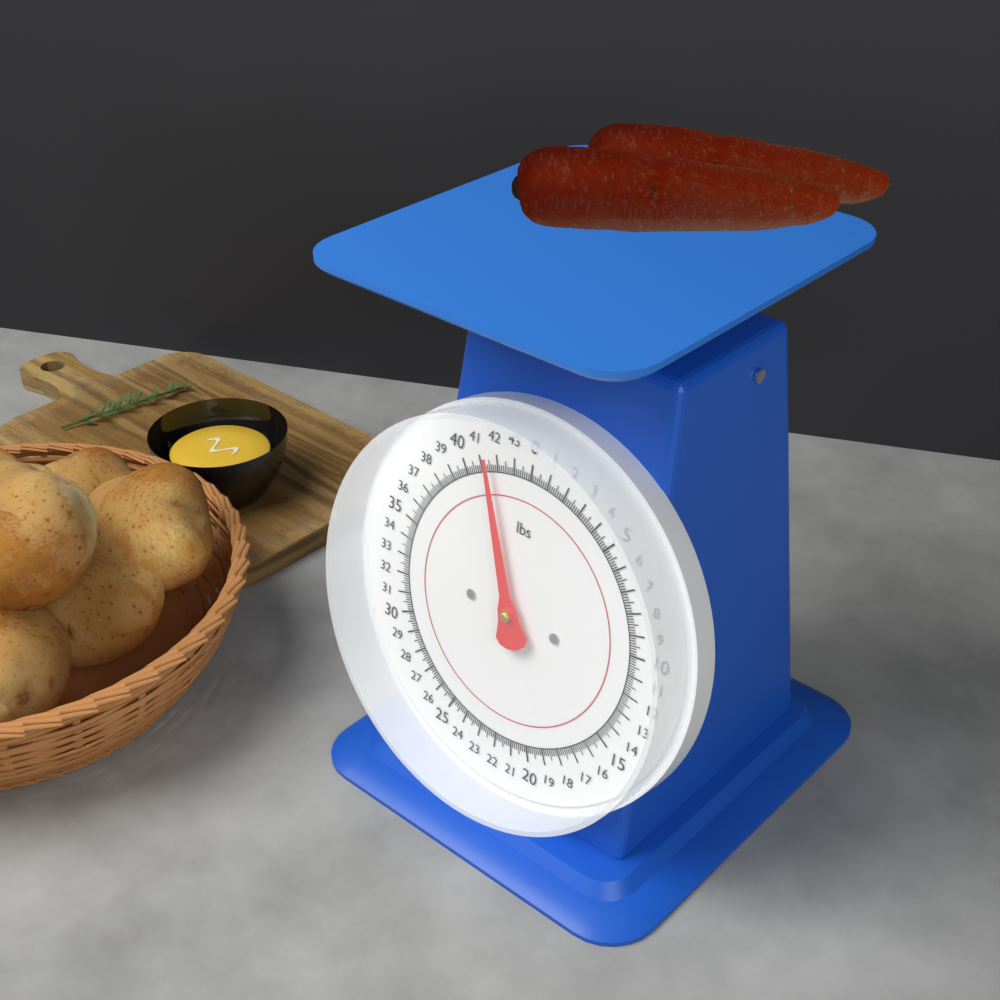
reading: 41.500 lbs
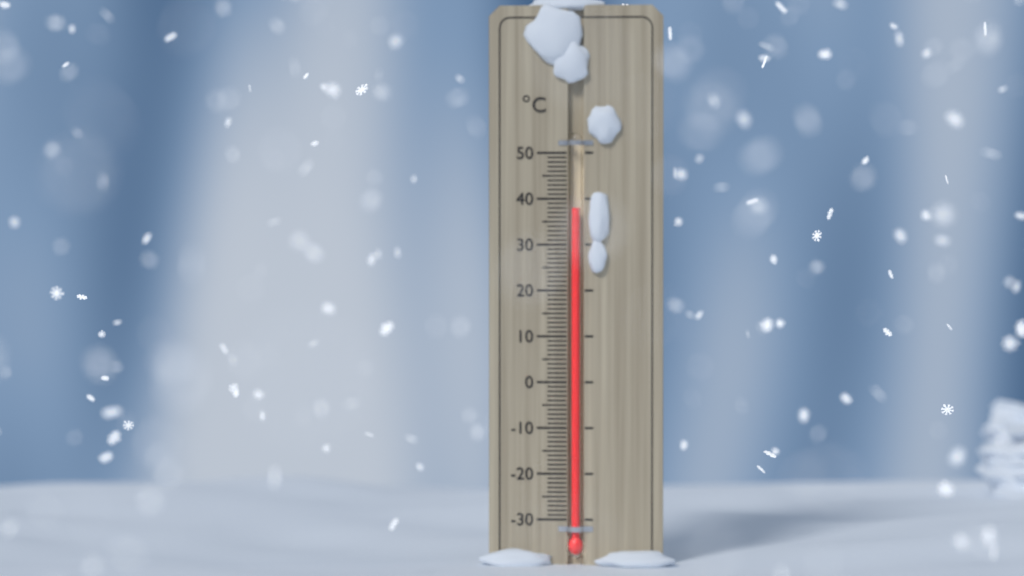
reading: 38 °C
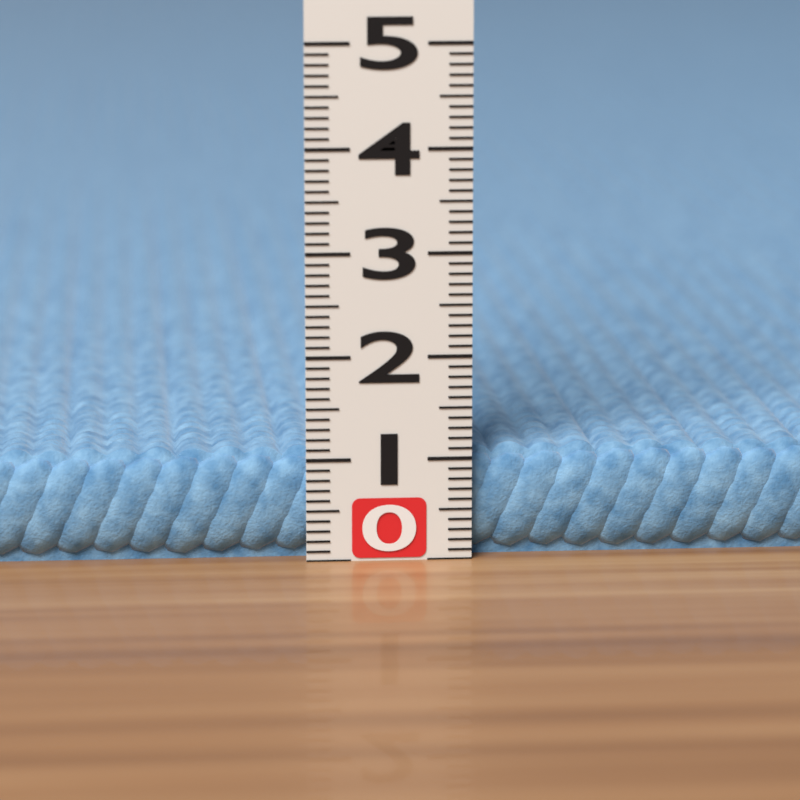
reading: 1.1 (no unit)
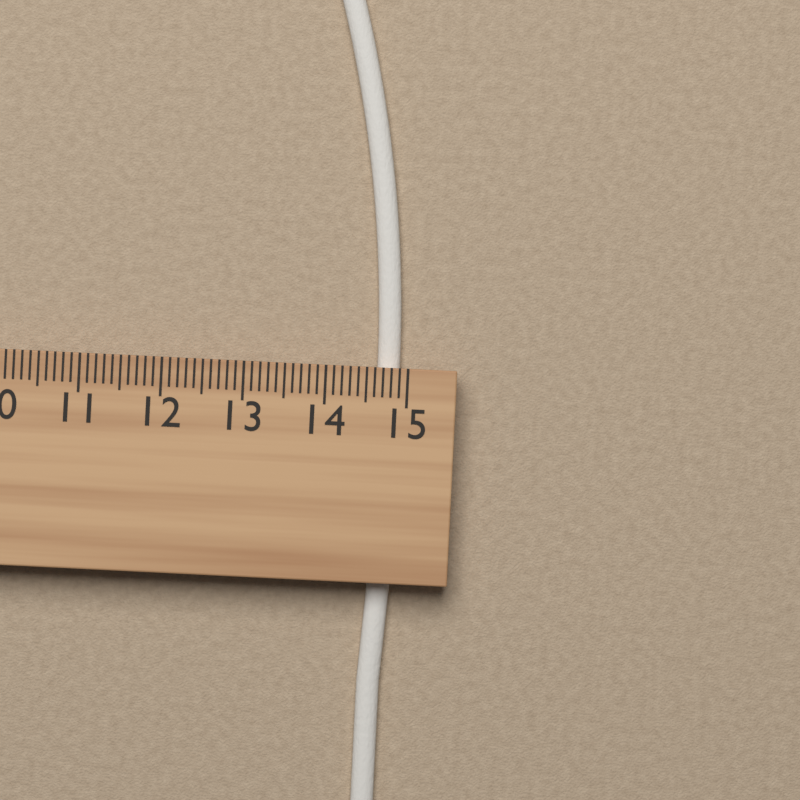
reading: 14.9 cm
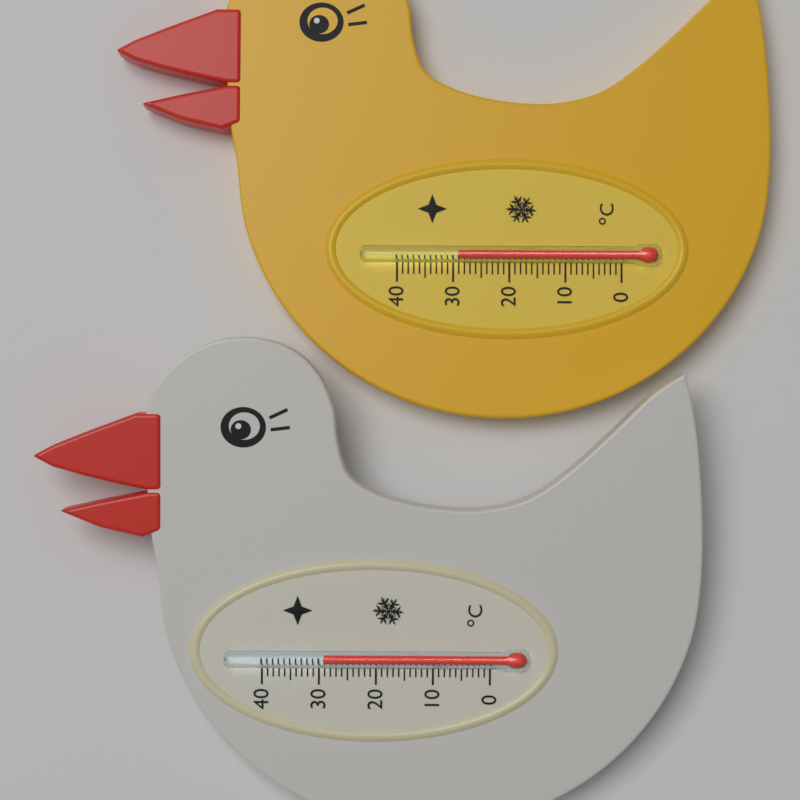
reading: 29 °C
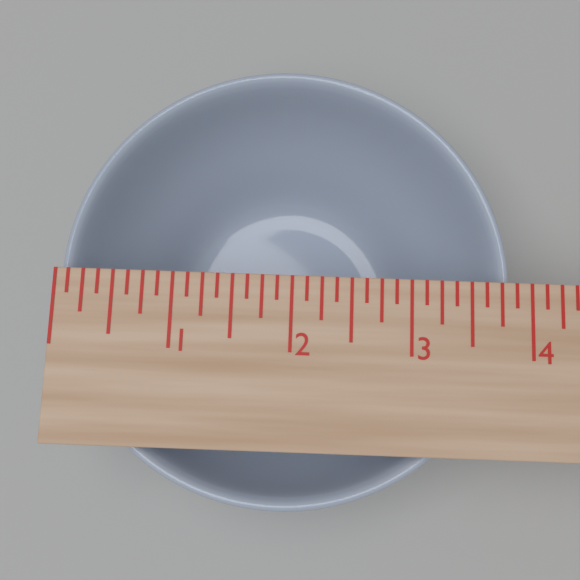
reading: 3.875 in
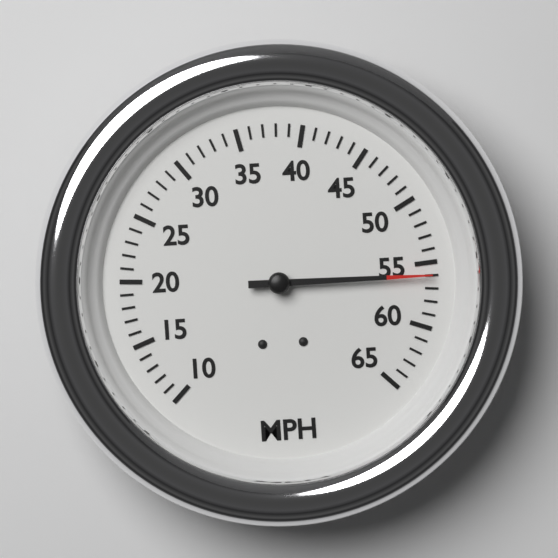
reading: 56 MPH
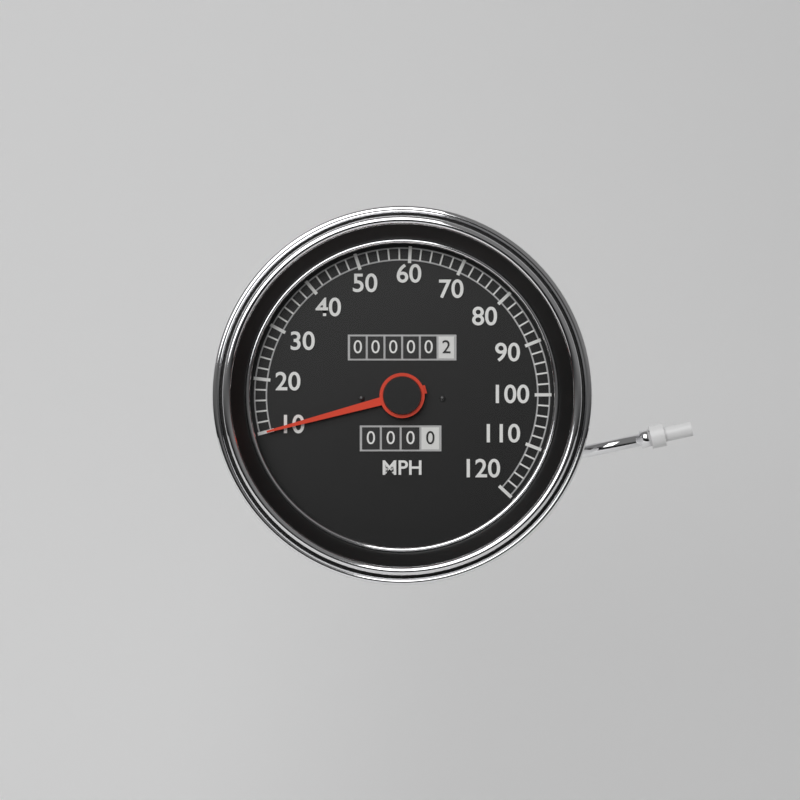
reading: 10 MPH
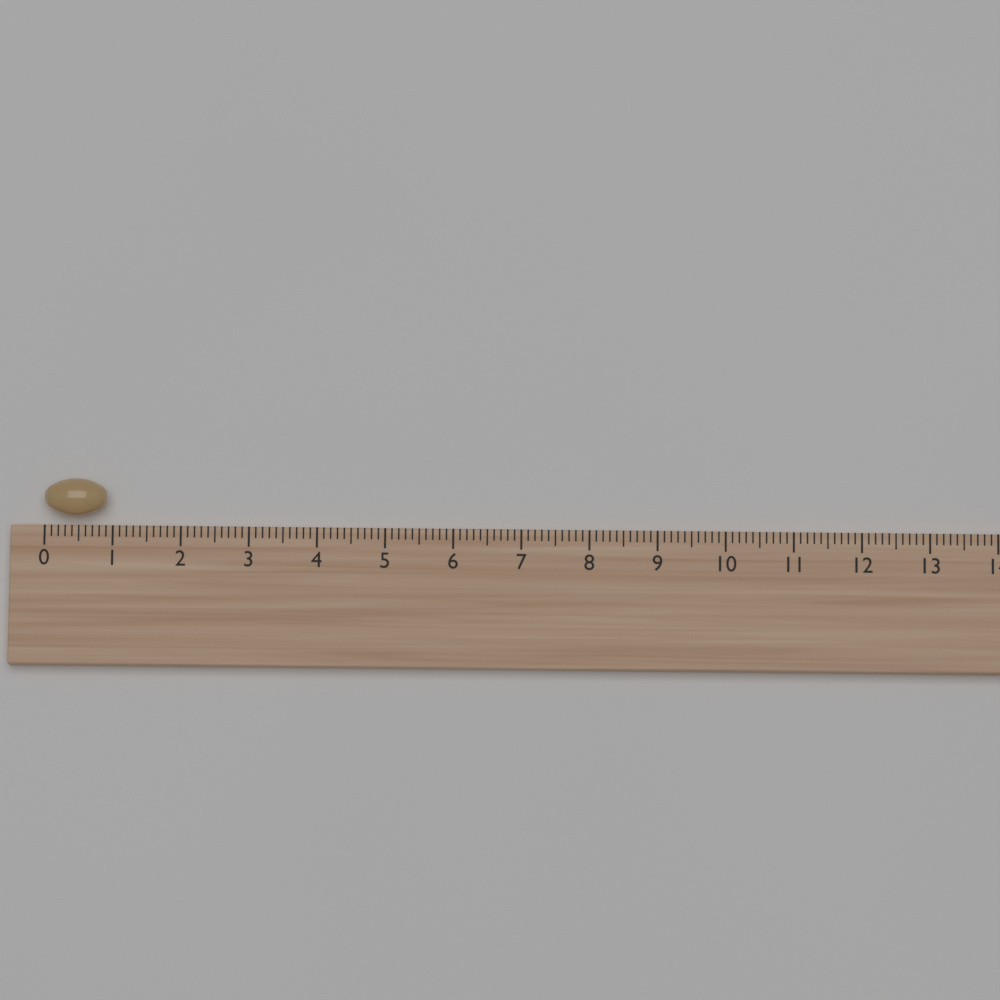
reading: 0.9 (no unit)
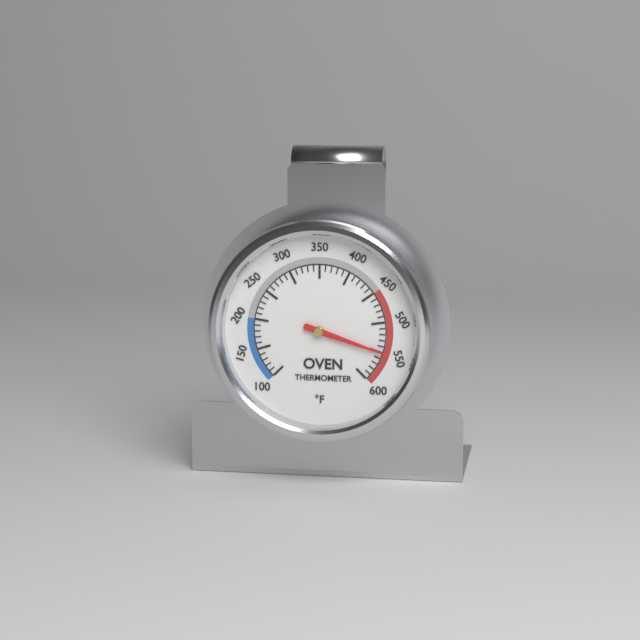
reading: 550 °F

DIRECTIONS FOR THIS TASK:
Set the listing down verbatim, excluding pictures.

PROBLEM SOLUTION:
reading: 41.500 lbs
reading: 38 °C
reading: 1.1 (no unit)
reading: 14.9 cm
reading: 29 °C
reading: 3.875 in
reading: 56 MPH
reading: 10 MPH
reading: 0.9 (no unit)
reading: 550 °F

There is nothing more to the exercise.